What to do → From the first line onward, reproduce the records exactly; the final line to include is the one holding "In order to click".

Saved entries
──────────────────────────────

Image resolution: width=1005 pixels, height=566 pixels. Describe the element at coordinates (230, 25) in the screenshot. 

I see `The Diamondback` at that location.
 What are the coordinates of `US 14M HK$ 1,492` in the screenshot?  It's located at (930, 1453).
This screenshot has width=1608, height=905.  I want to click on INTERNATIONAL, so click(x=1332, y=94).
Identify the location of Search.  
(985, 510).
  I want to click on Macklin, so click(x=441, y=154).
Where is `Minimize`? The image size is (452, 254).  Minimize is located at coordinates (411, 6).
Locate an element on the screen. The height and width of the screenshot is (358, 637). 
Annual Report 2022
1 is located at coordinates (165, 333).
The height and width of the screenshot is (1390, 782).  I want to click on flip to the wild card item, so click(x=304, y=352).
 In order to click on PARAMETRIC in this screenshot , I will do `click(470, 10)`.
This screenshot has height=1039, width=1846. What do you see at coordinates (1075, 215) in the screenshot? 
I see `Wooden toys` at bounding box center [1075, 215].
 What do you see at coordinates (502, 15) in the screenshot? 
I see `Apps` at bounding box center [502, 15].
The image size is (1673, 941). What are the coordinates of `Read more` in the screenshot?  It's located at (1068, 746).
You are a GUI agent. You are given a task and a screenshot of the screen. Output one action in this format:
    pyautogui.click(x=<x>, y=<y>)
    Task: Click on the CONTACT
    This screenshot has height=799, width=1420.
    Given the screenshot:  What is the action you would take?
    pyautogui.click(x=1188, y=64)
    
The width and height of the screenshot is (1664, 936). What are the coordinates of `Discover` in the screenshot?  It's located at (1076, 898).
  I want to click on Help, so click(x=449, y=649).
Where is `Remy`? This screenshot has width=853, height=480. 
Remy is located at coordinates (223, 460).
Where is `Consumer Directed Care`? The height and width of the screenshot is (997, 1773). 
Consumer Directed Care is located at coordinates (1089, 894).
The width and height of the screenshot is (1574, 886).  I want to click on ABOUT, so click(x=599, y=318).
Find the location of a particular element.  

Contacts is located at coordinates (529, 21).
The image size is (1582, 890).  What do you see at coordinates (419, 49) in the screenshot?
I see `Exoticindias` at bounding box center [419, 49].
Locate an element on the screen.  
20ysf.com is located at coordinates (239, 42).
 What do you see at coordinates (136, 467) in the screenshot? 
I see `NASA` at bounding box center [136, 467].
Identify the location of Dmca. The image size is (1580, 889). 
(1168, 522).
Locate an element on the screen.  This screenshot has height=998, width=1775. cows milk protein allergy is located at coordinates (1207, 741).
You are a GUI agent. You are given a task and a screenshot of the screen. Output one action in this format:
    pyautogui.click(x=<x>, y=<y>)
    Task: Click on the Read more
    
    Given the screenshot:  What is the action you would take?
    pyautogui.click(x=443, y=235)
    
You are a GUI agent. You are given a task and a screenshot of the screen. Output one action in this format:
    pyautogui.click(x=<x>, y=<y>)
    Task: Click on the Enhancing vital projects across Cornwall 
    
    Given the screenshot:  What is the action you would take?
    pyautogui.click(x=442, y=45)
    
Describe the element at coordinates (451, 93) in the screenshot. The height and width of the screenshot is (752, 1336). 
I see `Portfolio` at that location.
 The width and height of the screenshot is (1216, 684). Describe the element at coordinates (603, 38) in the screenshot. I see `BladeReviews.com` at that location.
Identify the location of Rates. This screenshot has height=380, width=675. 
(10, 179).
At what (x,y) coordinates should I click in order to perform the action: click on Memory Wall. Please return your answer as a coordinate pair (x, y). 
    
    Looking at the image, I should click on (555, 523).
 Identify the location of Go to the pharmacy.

──────────────────────────────

Answer below →
Image resolution: width=1005 pixels, height=566 pixels. Describe the element at coordinates (230, 25) in the screenshot. 

I see `The Diamondback` at that location.
 What are the coordinates of `US 14M HK$ 1,492` in the screenshot?  It's located at (930, 1453).
This screenshot has width=1608, height=905.  I want to click on INTERNATIONAL, so click(x=1332, y=94).
Identify the location of Search.  
(985, 510).
  I want to click on Macklin, so click(x=441, y=154).
Where is `Minimize`? The image size is (452, 254).  Minimize is located at coordinates (411, 6).
Locate an element on the screen. The height and width of the screenshot is (358, 637). 
Annual Report 2022
1 is located at coordinates (165, 333).
The height and width of the screenshot is (1390, 782).  I want to click on flip to the wild card item, so click(x=304, y=352).
 In order to click on PARAMETRIC in this screenshot , I will do `click(470, 10)`.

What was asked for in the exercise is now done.